Once you start trudging down that long, dark tunnel that public process often becomes, looking for a glimmer of light at the end can test one’s patience and confidence in the system.
It’s more or less an axiom of government that, even at the local level where process is not as ponderous as in the Legislature or Congress, less-urgent things can be done relatively quickly while the important things with long-term consequences take time.
Such has been the case with two major issues in the Town of Twisp, both of them generally related to the question of available and affordable housing in the growing community.
For more than a year, the Planning Commission and Town Council have been shepherding the progress of the proposed Orchard Hills planned development, for which the applicant is seeking preliminary approval, and potential revisions in the town codes regulating the conversion of existing residences to overnight lodging use — or as the Planning Commission is now calling them, short-term vacation rentals.
Both have been followed with intense public interest. The Planning Commission’s 400-plus page report recommending preliminary approval of the Orchard Hills proposal, with a long list of requirements that must be met to achieve final approval, includes dozens of oral and written comments, mostly from town residents. Every commission or council meeting with Orchard Hills on the agenda has been well-attended, even when the public could not comment.
Public interest and involvement in the overnight housing discussion has been similarly impressive. Residents initially raised the issue and pretty much insisted on town response and action. They have tracked the process resolutely. An ad hoc citizen committee was formed to help the Planning Commission come up with ideas and possible approaches for handling the overnight housing question.
In each case, the heavy lifting has been done by the Planning Commission’s volunteer members and the town’s part-time planning staff. Planned development applications have their own prescribed sequence of steps, including public hearings. The overnight housing issue bumped along, sidetracked by other Planning Commission tasks, until the council prioritized it after a year-long moratorium moved the town no closer to resolution.
Resolution made a noteworthy appearance at last week’s Town Council meeting, where both the Planning Commission’s recommendations for the Orchard Hills application and its proposed revisions to the overnight housing codes hunkered down on the same agenda. Dealing with both lengthy commission documents’ many detailed recommendations and findings required a marathon session (by Twisp Council standards) of three-and-a-half hours, including a rare intermission.
But hang on. We’re not quite out of the tunnel yet.
After all the Planning Commission’s work, it’s up to the council to make final decisions, and that rarely happens without some changes. Commission members must sometimes feel that, after the time and effort they put in, they are being second-guessed at the last moment when the council rejects or alters the commission’s recommendations.
At last week’s meeting, the council worked its way through each of the 29 requirements for Orchard Hills’ preliminary approval, and then sent the document back to the town staff and commission with a number of revisions. The council then “fly-specked” the commission’s suggestions on the overnight housing issue, and again returned it for more work before final adoption. So it will be a few or even several weeks more before either or both topics wend their way back to the council.
However long it takes, finding the best outcomes is the council’s job. Making everyone equally happy is not. There are always going to be disappointments
And then, when the council puts it imprimatur on the final documents, Orchard Hills will return at some point for final approval, and new overnight housing ordinances will have to approved (and enforced, or what’s the point?).
At a lull in last week’s meeting, one council member (who is not seeking re-election) joked that perhaps the two decisions could be postponed to January — when three new council members and a new mayor will take over the town’s leadership.
The new council likely won’t inherit that prospect. They will, however, be the ones dealing with some looming issues including updating the town’s sign code — another effort that has been going on for quite a while, and which will be a challenge to reach consensus on. The Planning Commission’s docket is not easing up any time soon. When you clear one tunnel, new ones will appear.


Below are the records. Retype, exactly, the lines from the first through the line with "Image is 411x179 pixels.", and leave out the pictures.

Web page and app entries

----

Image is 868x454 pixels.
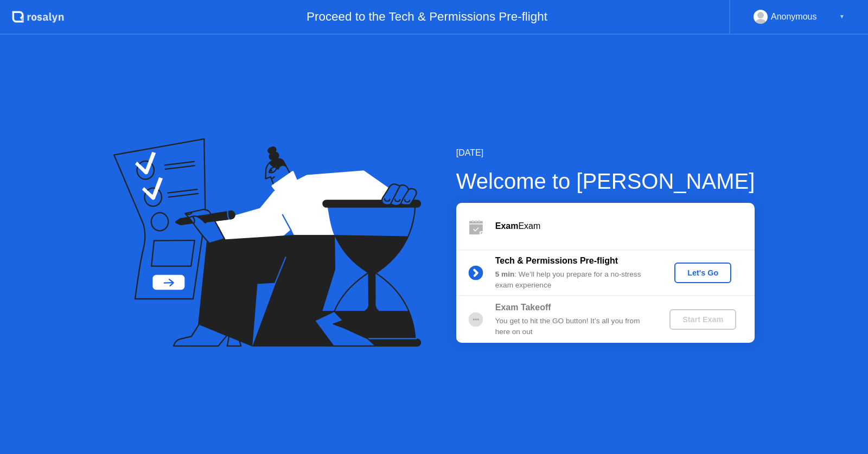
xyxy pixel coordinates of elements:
div: Welcome to [PERSON_NAME] [456,165,755,197]
b: Exam [495,221,518,231]
div: Exam [495,220,755,233]
b: Exam Takeoff [495,303,551,312]
button: Let's Go [674,262,731,283]
b: Tech & Permissions Pre-flight [495,256,618,265]
div: ▼ [839,10,844,24]
div: Start Exam [674,315,732,324]
div: Anonymous [771,10,817,24]
button: Start Exam [669,309,736,329]
div: : We’ll help you prepare for a no-stress exam experience [495,269,651,291]
div: You get to hit the GO button! It’s all you from here on out [495,315,651,338]
div: Let's Go [678,269,727,277]
div: [DATE] [456,146,755,159]
b: 5 min [495,270,515,278]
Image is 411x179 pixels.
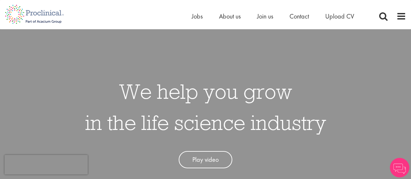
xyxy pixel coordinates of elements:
[85,76,327,138] h1: We help you grow in the life science industry
[192,12,203,20] a: Jobs
[326,12,355,20] a: Upload CV
[290,12,309,20] a: Contact
[219,12,241,20] a: About us
[257,12,274,20] a: Join us
[390,158,410,178] img: Chatbot
[179,151,233,168] a: Play video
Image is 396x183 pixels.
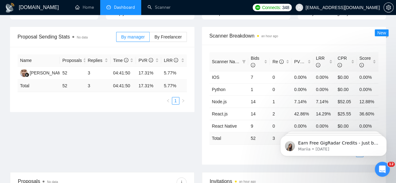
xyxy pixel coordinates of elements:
td: $0.00 [335,83,357,96]
span: Dashboard [114,5,135,10]
span: info-circle [338,63,342,67]
a: React.js [212,112,228,117]
span: No data [77,36,88,39]
span: 348 [282,4,289,11]
td: 0 [270,83,292,96]
td: 14.29% [314,108,335,120]
td: 2 [270,108,292,120]
span: Proposal Sending Stats [18,33,116,41]
td: 0.00% [314,83,335,96]
span: info-circle [279,60,284,64]
img: AI [20,69,28,77]
td: 7.14% [314,96,335,108]
span: Score [360,56,371,68]
iframe: Intercom notifications message [271,122,396,166]
td: $25.55 [335,108,357,120]
td: 17.31 % [136,80,161,92]
span: dashboard [106,5,111,9]
span: user [297,5,302,10]
td: 52 [248,132,270,144]
span: left [166,99,170,103]
td: 12.88% [357,96,379,108]
td: 14 [248,96,270,108]
img: gigradar-bm.png [25,73,29,77]
span: 100% [41,11,52,16]
span: info-circle [316,63,320,67]
li: Next Page [179,97,187,105]
a: IOS [212,75,220,80]
td: 52 [60,80,85,92]
li: 1 [172,97,179,105]
button: right [179,97,187,105]
td: $0.00 [335,71,357,83]
span: Acceptance Rate [210,11,243,16]
a: homeHome [75,5,94,10]
span: Replies [88,57,103,64]
span: Scanner Breakdown [210,32,379,40]
div: [PERSON_NAME] [30,70,66,76]
span: info-circle [251,63,255,67]
span: Time [113,58,128,63]
span: By manager [121,34,145,39]
span: Scanner Name [212,59,241,64]
th: Name [18,55,60,67]
td: Total [18,80,60,92]
td: 0.00% [357,120,379,132]
td: 3 [85,67,111,80]
span: Bids [251,56,259,68]
td: 3 [85,80,111,92]
td: $0.00 [335,120,357,132]
span: LRR [316,56,325,68]
td: 04:41:50 [111,67,136,80]
span: right [181,99,185,103]
li: Previous Page [164,97,172,105]
span: info-circle [124,58,128,62]
td: $52.05 [335,96,357,108]
span: 5.77% [138,11,150,16]
td: 0.00% [292,120,314,132]
span: Relevance [18,11,38,16]
td: 5.77 % [161,80,187,92]
img: upwork-logo.png [255,5,260,10]
span: filter [241,57,247,66]
td: 7.14% [292,96,314,108]
td: 36.60% [357,108,379,120]
a: Python [212,87,226,92]
td: 04:41:50 [111,80,136,92]
button: left [164,97,172,105]
td: 0.00% [292,83,314,96]
a: AI[PERSON_NAME] [20,70,66,75]
a: searchScanner [148,5,171,10]
span: Connects: [262,4,281,11]
span: By Freelancer [154,34,182,39]
time: an hour ago [262,34,278,38]
span: info-circle [360,63,364,67]
span: CPR [338,56,347,68]
img: logo [5,3,15,13]
span: Only exclusive agency members [305,11,369,16]
span: PVR [294,59,309,64]
td: 1 [270,96,292,108]
td: 5.77% [161,67,187,80]
span: setting [384,5,393,10]
td: Total [210,132,248,144]
td: 7 [248,71,270,83]
iframe: Intercom live chat [375,162,390,177]
span: info-circle [174,58,178,62]
span: PVR [138,58,153,63]
span: LRR [164,58,178,63]
span: Re [273,59,284,64]
td: 52 [60,67,85,80]
a: Node.js [212,99,227,104]
td: 1 [248,83,270,96]
td: 14 [248,108,270,120]
a: React Native [212,124,237,129]
a: 1 [172,97,179,104]
td: 17.31% [136,67,161,80]
td: 0.00% [314,120,335,132]
td: 9 [248,120,270,132]
span: -- [245,11,248,16]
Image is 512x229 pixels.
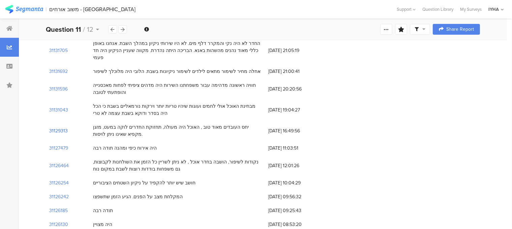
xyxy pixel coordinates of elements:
span: [DATE] 10:04:29 [268,179,322,186]
span: [DATE] 20:20:56 [268,85,322,92]
div: נקודות לשיפור, הושבה בחדר אוכל , לא ניתן לשריין כל הזמן את השולחנות לקבוצות, גם משפחות בודדות רוצ... [93,158,262,172]
div: | [46,5,47,13]
div: היה מצויין [93,221,112,228]
span: [DATE] 11:03:51 [268,144,322,151]
div: חושב שיש יותר להקפיד על ניקיון השטחים הציבוריים [93,179,196,186]
section: 31131043 [49,106,68,113]
b: Question 11 [46,24,81,34]
span: [DATE] 09:25:43 [268,207,322,214]
section: 31127479 [49,144,68,151]
section: 31126254 [49,179,69,186]
div: החדר לא היה נקי והמקרר דלף מים. לא היו שירותי ניקיון במהלך השבת. אנחנו באופן כללי מאוד נהנים מהשה... [93,40,262,61]
a: My Surveys [457,6,485,12]
div: אחלה מחיר לשימור מתאים לילדים לשימור ניקיונות בשבת. הלובי היה מלוכלך לשיפור [93,68,261,75]
span: [DATE] 21:05:19 [268,47,322,54]
span: [DATE] 12:01:26 [268,162,322,169]
span: / [83,24,85,34]
span: Share Report [447,27,474,32]
div: משוב אורחים - [GEOGRAPHIC_DATA] [50,6,136,12]
div: תודה רבה [93,207,113,214]
section: 31126242 [49,193,69,200]
div: יחס העובדים מאוד טוב , האוכל היה מעולה, תחזוקת החדרים לוקה במעט, מזגן מקפיא שאינו ניתן לויסות. [93,123,262,138]
span: [DATE] 16:49:56 [268,127,322,134]
div: מבחינת האוכל אולי לחמים ועוגות שיהיו טריות יותר וירקות נורמאליים בשבת כי הכל היה בסדר ודוקא בשבת ... [93,103,262,117]
span: 12 [87,24,93,34]
div: IYHA [489,6,499,12]
img: segmanta logo [5,5,43,13]
div: המקלחת מצב על הפנים. הגיע הזמן שתשפצו [93,193,183,200]
a: Question Library [419,6,457,12]
div: Support [397,4,416,15]
section: 31129313 [49,127,68,134]
section: 31126130 [49,221,68,228]
span: [DATE] 09:56:32 [268,193,322,200]
section: 31131705 [49,47,68,54]
span: [DATE] 19:04:27 [268,106,322,113]
span: [DATE] 21:00:41 [268,68,322,75]
section: 31126464 [49,162,69,169]
span: [DATE] 08:53:20 [268,221,322,228]
section: 31131596 [49,85,68,92]
div: היה אירוח כיפי ומהנה תודה רבה [93,144,157,151]
section: 31131692 [49,68,68,75]
section: 31126185 [49,207,68,214]
div: חוויה ראשונה מדהימה עבור משפחתנו השירות היה מדהים ציפיתי לפחות מאכסנייה והופתעתי לטובה [93,82,262,96]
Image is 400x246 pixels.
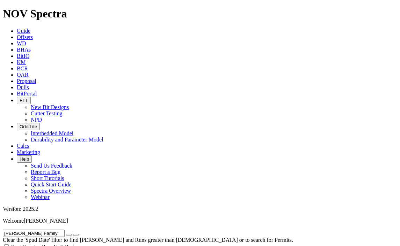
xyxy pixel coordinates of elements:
[31,104,69,110] a: New Bit Designs
[17,66,28,72] a: BCR
[17,78,36,84] a: Proposal
[31,137,103,143] a: Durability and Parameter Model
[31,131,73,136] a: Interbedded Model
[17,156,32,163] button: Help
[17,72,29,78] a: OAR
[17,149,40,155] a: Marketing
[31,188,71,194] a: Spectra Overview
[3,230,65,237] input: Search
[31,194,50,200] a: Webinar
[20,157,29,162] span: Help
[20,98,28,103] span: FTT
[17,91,37,97] a: BitPortal
[3,237,293,243] span: Clear the 'Spud Date' filter to find [PERSON_NAME] and Runs greater than [DEMOGRAPHIC_DATA] or to...
[17,34,33,40] a: Offsets
[17,97,31,104] button: FTT
[31,111,62,117] a: Cutter Testing
[3,7,397,20] h1: NOV Spectra
[17,143,29,149] a: Calcs
[17,28,30,34] a: Guide
[3,206,397,213] div: Version: 2025.2
[31,176,64,181] a: Short Tutorials
[17,59,26,65] a: KM
[17,84,29,90] a: Dulls
[31,117,42,123] a: NPD
[17,53,29,59] a: BitIQ
[3,218,397,224] p: Welcome
[31,163,72,169] a: Send Us Feedback
[17,47,31,53] a: BHAs
[20,124,37,129] span: OrbitLite
[24,218,68,224] span: [PERSON_NAME]
[31,182,71,188] a: Quick Start Guide
[17,123,40,131] button: OrbitLite
[31,169,60,175] a: Report a Bug
[17,40,26,46] a: WD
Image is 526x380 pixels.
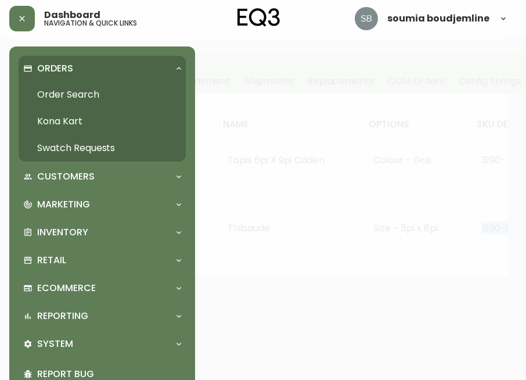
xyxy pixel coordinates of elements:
[19,331,186,357] div: System
[19,247,186,273] div: Retail
[19,164,186,189] div: Customers
[19,192,186,217] div: Marketing
[37,310,88,322] p: Reporting
[37,254,66,267] p: Retail
[19,108,186,135] a: Kona Kart
[44,10,100,20] span: Dashboard
[355,7,378,30] img: 83621bfd3c61cadf98040c636303d86a
[238,8,281,27] img: logo
[19,81,186,108] a: Order Search
[37,198,90,211] p: Marketing
[19,56,186,81] div: Orders
[37,62,73,75] p: Orders
[44,20,137,27] h5: navigation & quick links
[37,226,88,239] p: Inventory
[37,337,73,350] p: System
[37,282,96,294] p: Ecommerce
[19,303,186,329] div: Reporting
[387,14,490,23] span: soumia boudjemline
[19,220,186,245] div: Inventory
[19,135,186,161] a: Swatch Requests
[19,275,186,301] div: Ecommerce
[37,170,95,183] p: Customers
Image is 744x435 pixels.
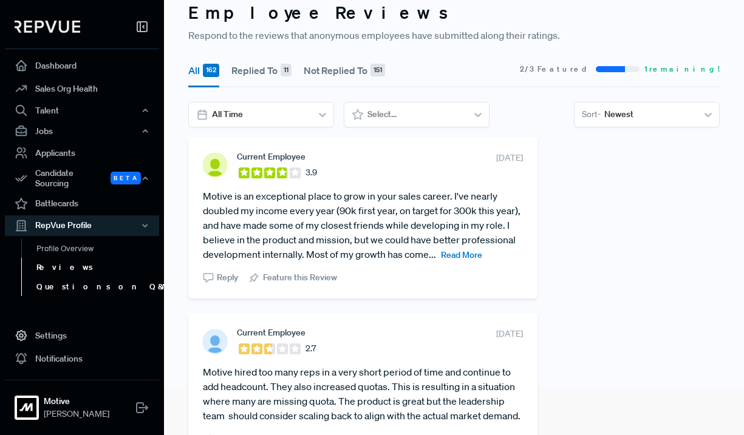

----

• **Written solution**
Image is 868x454 pixels.
xyxy pixel coordinates of elements:
div: Welcome to [PERSON_NAME] [456,165,755,197]
b: Exam [495,221,518,231]
div: Exam [495,220,755,233]
b: Exam Takeoff [495,303,551,312]
button: Let's Go [674,262,731,283]
b: Tech & Permissions Pre-flight [495,256,618,265]
div: ▼ [839,10,844,24]
div: Start Exam [674,315,732,324]
div: Anonymous [771,10,817,24]
button: Start Exam [669,309,736,329]
div: : We’ll help you prepare for a no-stress exam experience [495,269,651,291]
div: You get to hit the GO button! It’s all you from here on out [495,315,651,338]
div: Let's Go [678,269,727,277]
div: [DATE] [456,146,755,159]
b: 5 min [495,270,515,278]
Image is 411x179 pixels.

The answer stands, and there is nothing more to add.